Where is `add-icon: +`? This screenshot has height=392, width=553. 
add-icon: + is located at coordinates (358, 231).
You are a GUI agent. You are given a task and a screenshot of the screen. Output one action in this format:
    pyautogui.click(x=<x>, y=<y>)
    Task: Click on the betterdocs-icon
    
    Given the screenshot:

┄┄┄┄┄┄┄┄┄┄

*ACTION ITEM*.
Could you set down exactly the lines from the one containing "pyautogui.click(x=<x>, y=<y>)" through the last line of the records above, both included?

*EXPECTED OUTPUT*.
    pyautogui.click(x=<x>, y=<y>)
    Task: Click on the betterdocs-icon
    
    Given the screenshot:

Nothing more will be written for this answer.